I try to stay away from politics. But sometimes I can’t, such as when its sanctimony is on display in adjoining headlines on two local front page stories in this morning’s local daily.
Headline 1: “Thousands protest federal spending”
Headline 2: “Water project reaps windfall”
That’s right. We held a tea party to haughtily throw tea boxes, including one labeled “Stimulus,” into Covell Lake. The same day we rejoiced in the fact the stimulus package provided a $56.5 million grant to speed completion of the Lewis & Clark Regional Water Project. The latter comes barely a week after the project received record funding in the federal budget.
Excuse me, but isn’t there a bit of a disconnect? Do the protesters, who also brought a pig wearing a “No More Pork” banner, want to ship the sides of ham for Lewis & Clark back to Washington? But then, I’m forgetting a cardinal rule of politics: if it’s yours, it’s pork; if it’s mine, it’s essential funding.
Of course, the organizers say the Covell Lake event “was not political” (nudge, nudge, wink, wink). Since this apolitical event focused on government spending and the federal debt, let me make an equally apolitical observation. Cost of the stimulus package: $152 billion. Cost of the Iraq War: Approaching $650 billion.
Even setting aside my understanding that construction projects and jobs generate tax revenue, rudimentary math tells me the latter plays a bigger role in the debt. But I suspect it wasn’t in any of the tea boxes at the party.
(Originally posted at KELOLand Blogs.)
All issues are political issues, and politics itself is a mass of lies, evasions, folly, hatred and schizophrenia.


**EXERCISE DESCRIPTION**. Where the entries below show "is (1300, 610).", begin there and print that line and all following lines exactly, through the last, omitting pictures.

Stored items from a collection:

────

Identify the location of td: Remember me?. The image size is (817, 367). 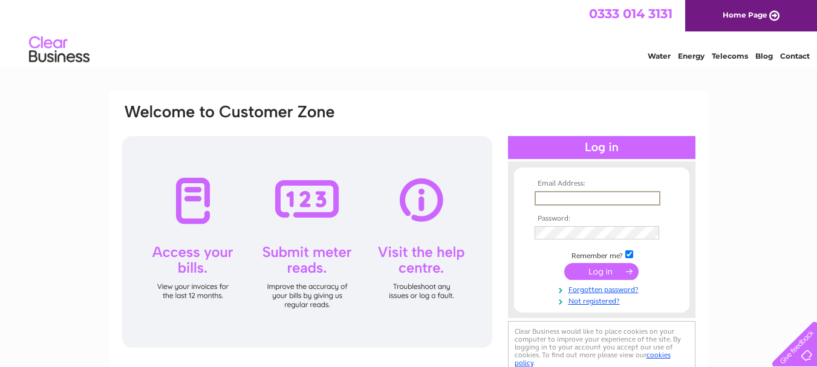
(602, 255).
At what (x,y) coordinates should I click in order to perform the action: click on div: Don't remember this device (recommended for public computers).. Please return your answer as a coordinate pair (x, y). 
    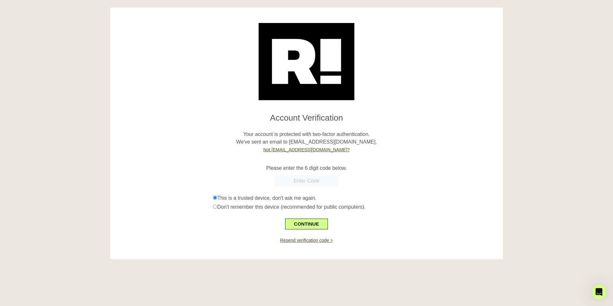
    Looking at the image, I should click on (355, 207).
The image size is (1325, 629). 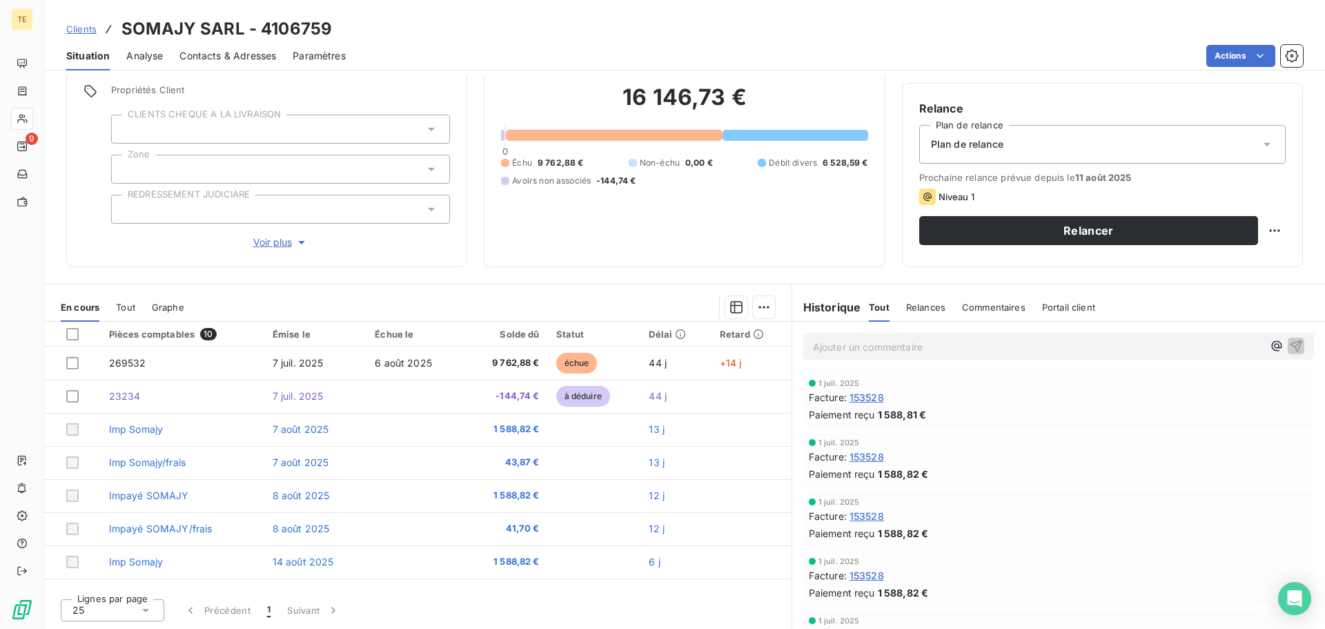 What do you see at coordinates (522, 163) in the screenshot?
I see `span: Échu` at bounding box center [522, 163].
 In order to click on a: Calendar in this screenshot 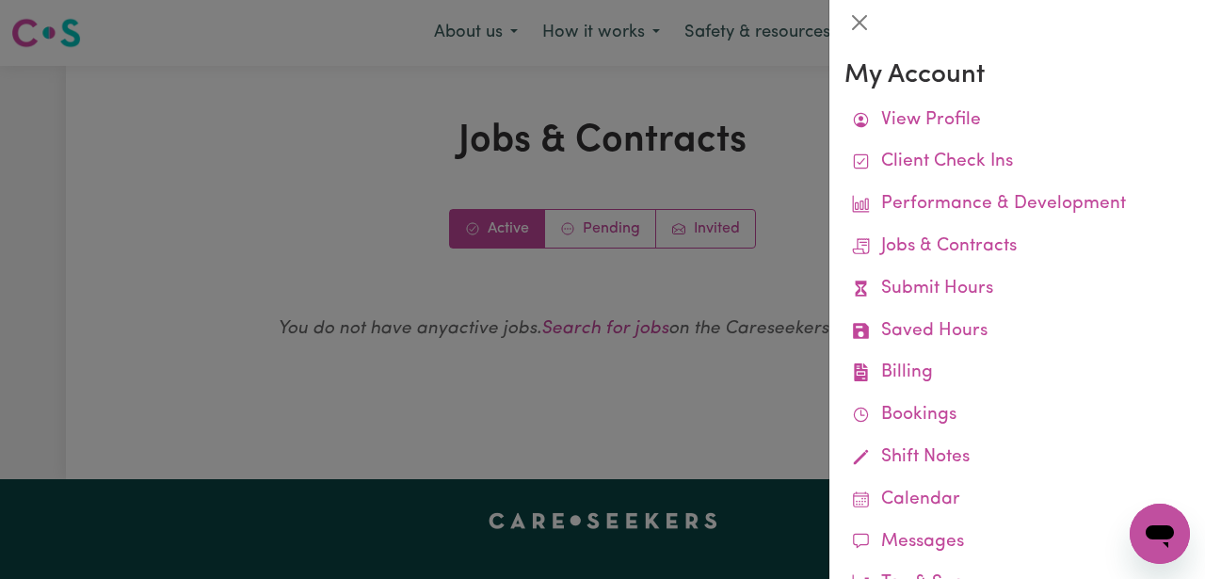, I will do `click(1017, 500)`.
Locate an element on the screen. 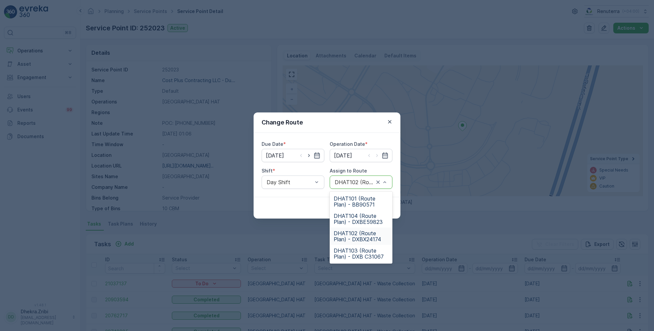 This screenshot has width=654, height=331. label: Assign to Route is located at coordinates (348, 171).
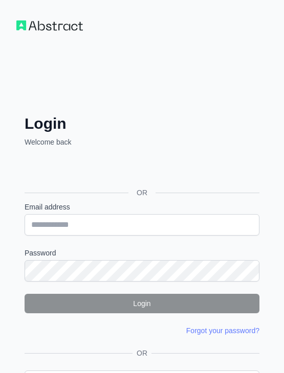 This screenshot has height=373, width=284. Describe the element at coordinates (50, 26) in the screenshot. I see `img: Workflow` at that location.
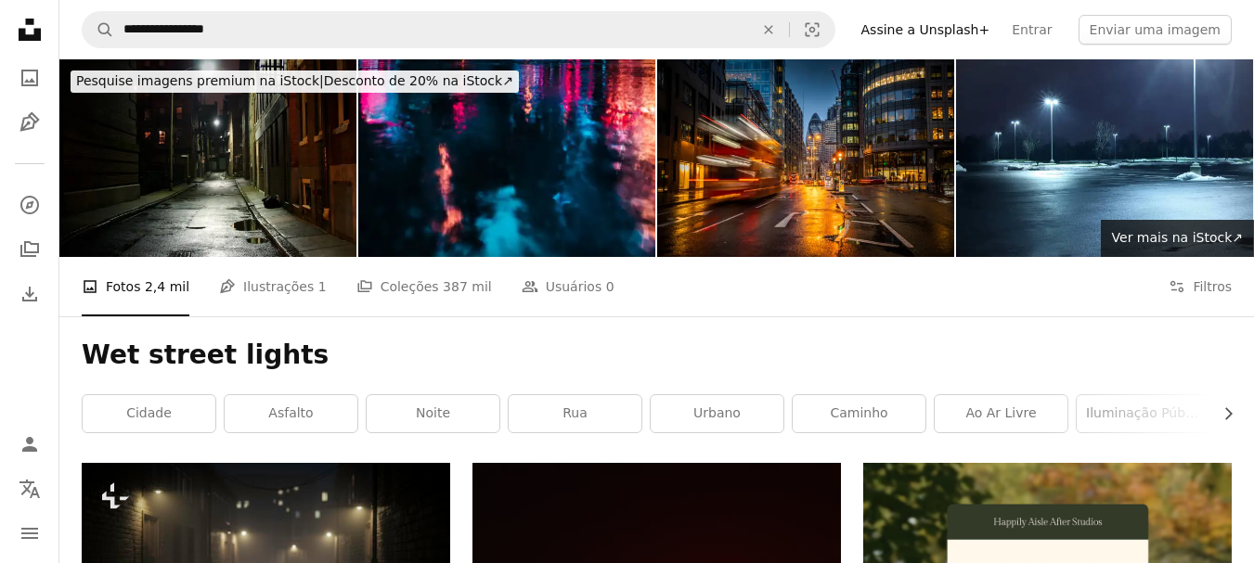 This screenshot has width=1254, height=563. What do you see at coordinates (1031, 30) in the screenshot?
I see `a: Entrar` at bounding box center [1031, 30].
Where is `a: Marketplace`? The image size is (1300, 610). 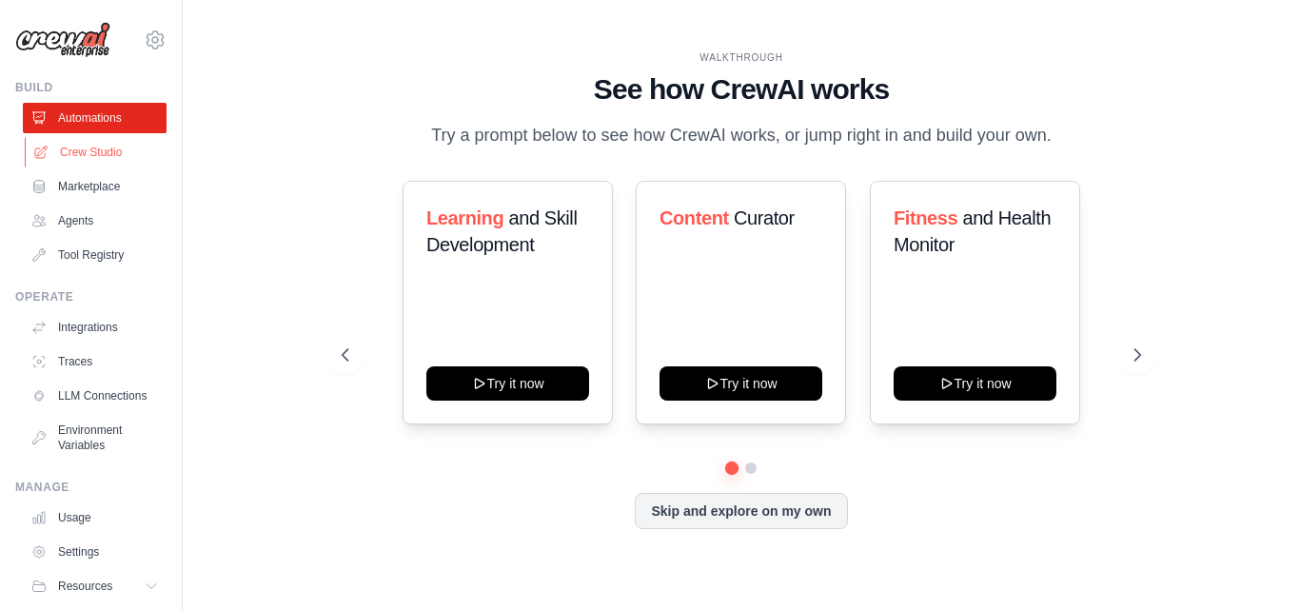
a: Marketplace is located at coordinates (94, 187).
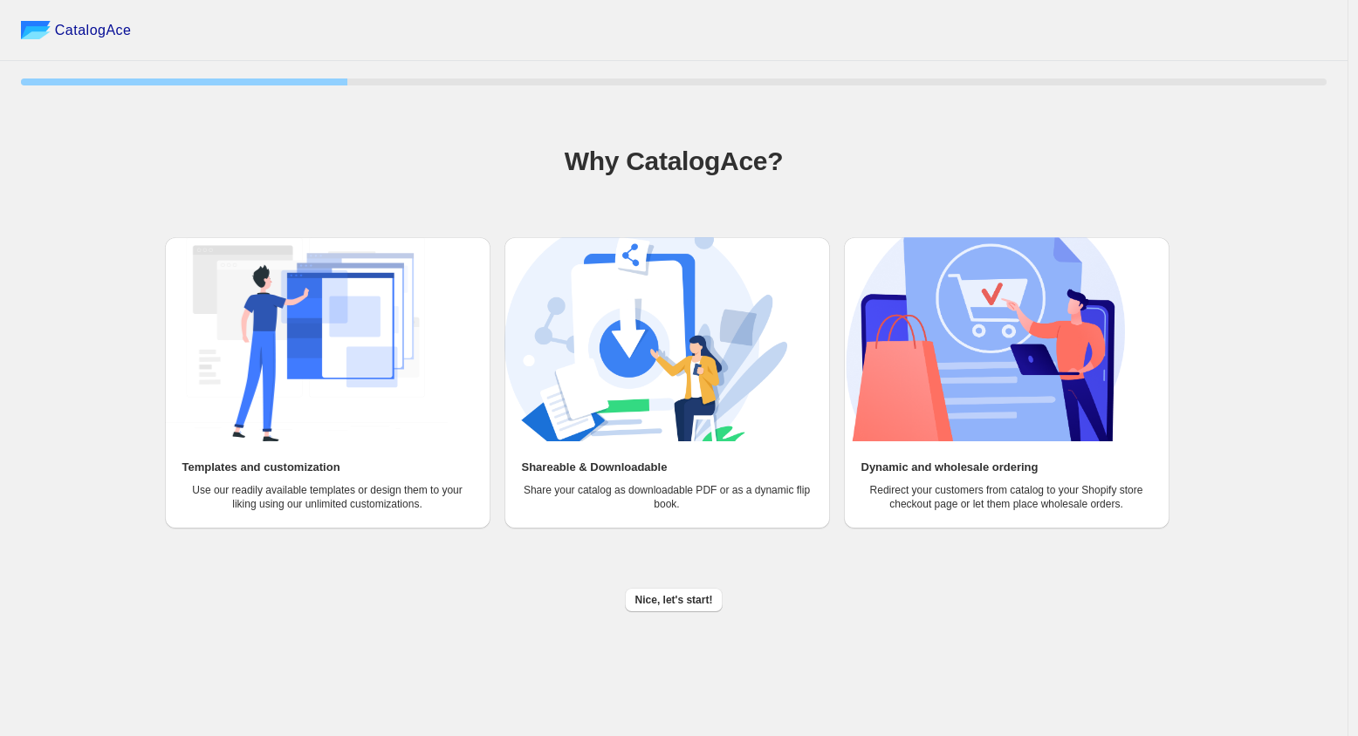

────

**OUTPUT FOR THIS EXERCISE**.
Where is `a: Marketplace`? The image size is (1300, 610). 
a: Marketplace is located at coordinates (94, 187).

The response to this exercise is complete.